A just-released report on the economic recession documents that the crisis is hitting African Americans, Latinos and other people of color much harder than the general population with millions falling through the safety net. The report calls it a “State of Emergency.”

Titled, “Race and Recession: How Inequity Rigged the Economy and How to Change the Rules,” the report charges that African Americans, Latinos and other people of color have been hit hardest because of long-standing discrimination including “last hired, first fired” job practices, a flood of subprime mortgage foreclosures among Black and Latino families and a catastrophic loss of health insurance that hits people of color hardest of all.

Prepared by the Oakland-based Applied Research Center, the report declares that while all Americans worry about the economic recession the effects are “unevenly distributed.”

People of color “are unemployed, hungry, homeless and without healthcare at alarming rates.” Many have fallen through the “safety net” and millions more are about to go under. “This dire and worsening situation amounts to a State of Emergency,” the report warns.

It goes beyond graphs and statistics, offering profiles of the hardships of jobless Black and Latino workers in Washington State, California, Texas, Arkansas, Louisiana, Florida, Michigan, Ohio, New York and Rhode Island.

Maria Cecilia Osorio, a mother of two children, employed as a factory worker in Nogales, Arizona, was struggling against exploitation and abuse even before the recession, the report declares. She and her fellow-employees, many undocumented, are paid only $6 an hour, less than the minimum wage. “They discriminate a lot when you don’t have papers,” she says. “They did everything but crack the whip to make us work.” She charged that the boss routinely threatens to call the Border Patrol if the workers do not do exactly as the employer demands.

Farrah Hassan, an Iraqi-American mother of four told the researchers she was laid off from her job as a teacher’s assistant. After her unemployment benefits ran out, she applied for cash assistance. Two months later, the state claimed she was not meeting the “work requirement” and benefits were terminated. At the same time, Hassan’s mortgage bill doubled. The mortgage company foreclosed. Now she faces the immediate threat of eviction and homelessness.

“Communities of color were saddled with predatory sub-prime loans at a very high rate,” the report charges. “Many were sold sub-prime loans when they could have qualified for prime loans. The foreclosure epidemic has plagued communities of color and caused as loss of wealth that will have lasting generational effects. Disproportionate rates of foreclosure compound the deep and growing racial wealth divide.”

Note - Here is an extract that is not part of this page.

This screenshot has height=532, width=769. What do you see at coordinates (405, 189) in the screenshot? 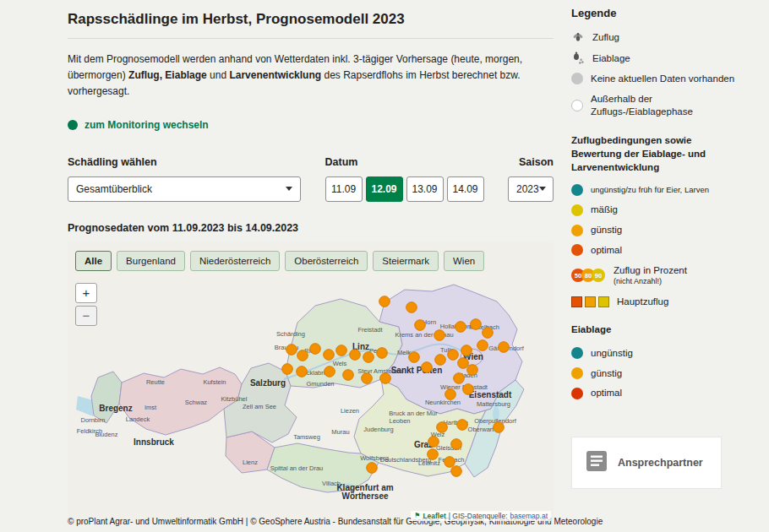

L.W. Vincent is a Black man in his mid-40s who cannot land a job. Two decades ago, he spent time in prison and his criminal record follows him everywhere. “When he does get an interview, he is often turned away, told that his criminal record makes him ineligible,” the report declares. “Homeless, Vincent spends his nights on other people’s couches…he faces the prospect of being permanently poor.”

The inequitable impact of the recession “is not random,” the report charges. “Rather, the conditions that create this disparity are structural, deeply embedded into the rules, the histories and the cultural currents of this country.”

The report continues, “As the country unites to recover and rebuild, the time has come for new rules so that everyone can engage on fair and even terms. To avoid repeating this crisis, we must recognize and combat the compounding effects of racial inequity.”

The first “key finding” is that people of color “have been relegated to precarious, low-wage work—or no work—at disproportionate rates. Black, Latino, Asian and American Indian communities face barriers to employment including discrimination in hires and promotions, unfair criminal background checks and the lack of protections for immigrant workers….”

This finding is buttressed by a graph, “Unemployment by Race, 1973-2009.” It shows that in March 2009, the jobless rate for African Americans was 13.3 percent compared with 11.4 percent for Latinos and 7.9 percent for whites. Thus, the African American unemployment is nearly twice that of whites, and the Latino jobless rate nearly two percent higher than for whites, a pattern for the entire 37-year period covered.

The report offers recommendations for addressing the crisis that would benefit not only people of color but all workers of whatever race: Expand use of the Racial Equity Impact Assessments in public policy planning “so that we can anticipate and prevent racial inequities before adoption of new policies and practices.”

On “immediate actions” to alleviate the “State of Emergency” the report calls for:

* A moratorium on foreclosures
* Suspension of lifetime limits in the Temporary Aid for Needy Families (TANF) act
* Moratorium on workplace immigration raids
* Expunging criminal records for most past offenders
* Enforcement of anti-discrimination laws.

The report also urges enactment within a year of:

* The Employee Free Choice Act to make it easier for workers to join unions
* Enactment of the Community Reinvestment Act to create millions of infrastructure repair and rebuilding jobs
* Immigration Legalization
* Green Jobs, Good Jobs
* Raise the Minimum Wage
* Enact Comprehensive Universal Healthcare.